Skip to main content

Rachel Cohen

Turner

Turner before Monet

Joseph Mallord William Turner
The Burning of the Houses of Lords and Commons
16 October 1834, painted 1835.


In Cleveland for the holidays, M. and I walked through the galleries of the art museum, and stumbled upon Turner’s The Burning of the Houses of Lords and Commons, 16 October, 1834.

rcohen 87


If I’d seen it before, I’d entirely forgotten.  A painting of great power and intricacy.

rcohen 87










Turner one of those rare colorists who seems, to me, to have control within the color – especially here of red that really burns at the heart of the painting and of the expanding cloud of yellow and white.

rcohen 87




The color has shape and density, symmetry and modulation.  It is not so much that the painting seems to have a geometry as that the color, within itself, does.

rcohen 87


















Monet knew Turner’s paintings and his admiration for them was part of his decision to go to London to do his three late series.  One would like to be sure that he had had adequate time with this particular picture, which seems to have a project related in an important way to his own.  Monet set the Houses of Parliament, the Thames before them, and the air above them in such a way that each could be transmuted into the others.  Turner and those with him along the banks of the Thames that night saw this happen.

rcohen 87


rcohen 87


The night of the great fire, October 16, 1834, Turner worked all night, up and down the banks of the Thames sketching rapidly in watercolor, which was his habit.  One of these sketches is reproduced in a beautiful called Turner: Les Carnets de Dessins with text by William Gaunt.  Turner’s watercolors, the most wonderful I have ever seen, were his private work, and were not brought before the public until well into the 20th century.  Thus Monet, hurrying up and down the sides of the Thames desperate to catch his evanescent effects, never knew how close a ghostly colleague he had.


■ **TASK TO COMPLETE**
Write the entries below out again in full. Match every character.

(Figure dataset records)
┄┄┄┄┄┄

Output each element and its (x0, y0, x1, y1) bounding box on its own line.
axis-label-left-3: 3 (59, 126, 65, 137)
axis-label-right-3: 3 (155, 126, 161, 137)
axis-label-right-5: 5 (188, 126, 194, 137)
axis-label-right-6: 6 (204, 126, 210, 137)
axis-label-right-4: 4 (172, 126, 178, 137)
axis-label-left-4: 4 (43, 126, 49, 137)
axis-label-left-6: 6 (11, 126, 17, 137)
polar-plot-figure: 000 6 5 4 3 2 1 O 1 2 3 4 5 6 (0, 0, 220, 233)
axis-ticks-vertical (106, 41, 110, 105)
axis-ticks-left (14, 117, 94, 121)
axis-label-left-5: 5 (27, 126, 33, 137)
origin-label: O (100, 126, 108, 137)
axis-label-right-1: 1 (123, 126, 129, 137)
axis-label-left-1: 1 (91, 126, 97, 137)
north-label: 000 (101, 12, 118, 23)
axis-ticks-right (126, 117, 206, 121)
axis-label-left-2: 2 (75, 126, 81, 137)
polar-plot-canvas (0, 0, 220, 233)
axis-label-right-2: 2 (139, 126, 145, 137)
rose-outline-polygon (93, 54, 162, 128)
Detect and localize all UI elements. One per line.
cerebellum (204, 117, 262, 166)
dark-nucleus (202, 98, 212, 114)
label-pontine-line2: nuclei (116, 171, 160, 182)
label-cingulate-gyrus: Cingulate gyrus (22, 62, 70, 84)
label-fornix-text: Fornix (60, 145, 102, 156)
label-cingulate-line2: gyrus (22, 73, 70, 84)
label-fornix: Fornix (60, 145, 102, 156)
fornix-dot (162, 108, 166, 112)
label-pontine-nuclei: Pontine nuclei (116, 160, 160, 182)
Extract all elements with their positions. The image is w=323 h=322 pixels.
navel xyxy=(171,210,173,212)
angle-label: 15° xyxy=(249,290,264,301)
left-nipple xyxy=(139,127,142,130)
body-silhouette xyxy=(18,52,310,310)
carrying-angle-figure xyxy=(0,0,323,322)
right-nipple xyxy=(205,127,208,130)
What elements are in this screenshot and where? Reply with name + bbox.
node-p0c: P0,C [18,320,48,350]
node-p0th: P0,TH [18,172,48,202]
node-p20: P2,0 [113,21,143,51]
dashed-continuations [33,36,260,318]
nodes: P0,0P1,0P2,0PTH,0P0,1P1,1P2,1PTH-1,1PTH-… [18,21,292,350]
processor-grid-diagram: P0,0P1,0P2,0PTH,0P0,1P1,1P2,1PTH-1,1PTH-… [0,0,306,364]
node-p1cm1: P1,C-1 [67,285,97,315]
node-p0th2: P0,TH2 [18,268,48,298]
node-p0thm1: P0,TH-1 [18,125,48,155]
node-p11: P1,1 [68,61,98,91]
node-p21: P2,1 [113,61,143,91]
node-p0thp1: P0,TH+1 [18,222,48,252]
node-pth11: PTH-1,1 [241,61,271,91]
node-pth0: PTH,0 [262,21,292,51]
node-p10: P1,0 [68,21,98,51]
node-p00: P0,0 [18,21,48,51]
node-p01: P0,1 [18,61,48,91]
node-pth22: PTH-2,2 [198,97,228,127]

┄┄┄┄┄┄

■ **RESPONSE TO THE EXERCISE**
Output each element and its (x0, y0, x1, y1) bounding box on its own line.
axis-label-left-3: 3 (59, 126, 65, 137)
axis-label-right-3: 3 (155, 126, 161, 137)
axis-label-right-5: 5 (188, 126, 194, 137)
axis-label-right-6: 6 (204, 126, 210, 137)
axis-label-right-4: 4 (172, 126, 178, 137)
axis-label-left-4: 4 (43, 126, 49, 137)
axis-label-left-6: 6 (11, 126, 17, 137)
polar-plot-figure: 000 6 5 4 3 2 1 O 1 2 3 4 5 6 (0, 0, 220, 233)
axis-ticks-vertical (106, 41, 110, 105)
axis-ticks-left (14, 117, 94, 121)
axis-label-left-5: 5 (27, 126, 33, 137)
origin-label: O (100, 126, 108, 137)
axis-label-right-1: 1 (123, 126, 129, 137)
axis-label-left-1: 1 (91, 126, 97, 137)
north-label: 000 (101, 12, 118, 23)
axis-ticks-right (126, 117, 206, 121)
axis-label-left-2: 2 (75, 126, 81, 137)
polar-plot-canvas (0, 0, 220, 233)
axis-label-right-2: 2 (139, 126, 145, 137)
rose-outline-polygon (93, 54, 162, 128)
Detect and localize all UI elements. One per line.
cerebellum (204, 117, 262, 166)
dark-nucleus (202, 98, 212, 114)
label-pontine-line2: nuclei (116, 171, 160, 182)
label-cingulate-gyrus: Cingulate gyrus (22, 62, 70, 84)
label-fornix-text: Fornix (60, 145, 102, 156)
label-cingulate-line2: gyrus (22, 73, 70, 84)
label-fornix: Fornix (60, 145, 102, 156)
fornix-dot (162, 108, 166, 112)
label-pontine-nuclei: Pontine nuclei (116, 160, 160, 182)
Extract all elements with their positions. The image is w=323 h=322 pixels.
navel xyxy=(171,210,173,212)
angle-label: 15° xyxy=(249,290,264,301)
left-nipple xyxy=(139,127,142,130)
body-silhouette xyxy=(18,52,310,310)
carrying-angle-figure xyxy=(0,0,323,322)
right-nipple xyxy=(205,127,208,130)
What elements are in this screenshot and where? Reply with name + bbox.
node-p0c: P0,C [18,320,48,350]
node-p0th: P0,TH [18,172,48,202]
node-p20: P2,0 [113,21,143,51]
dashed-continuations [33,36,260,318]
nodes: P0,0P1,0P2,0PTH,0P0,1P1,1P2,1PTH-1,1PTH-… [18,21,292,350]
processor-grid-diagram: P0,0P1,0P2,0PTH,0P0,1P1,1P2,1PTH-1,1PTH-… [0,0,306,364]
node-p1cm1: P1,C-1 [67,285,97,315]
node-p0th2: P0,TH2 [18,268,48,298]
node-p0thm1: P0,TH-1 [18,125,48,155]
node-p11: P1,1 [68,61,98,91]
node-p21: P2,1 [113,61,143,91]
node-p0thp1: P0,TH+1 [18,222,48,252]
node-pth11: PTH-1,1 [241,61,271,91]
node-pth0: PTH,0 [262,21,292,51]
node-p10: P1,0 [68,21,98,51]
node-p00: P0,0 [18,21,48,51]
node-p01: P0,1 [18,61,48,91]
node-pth22: PTH-2,2 [198,97,228,127]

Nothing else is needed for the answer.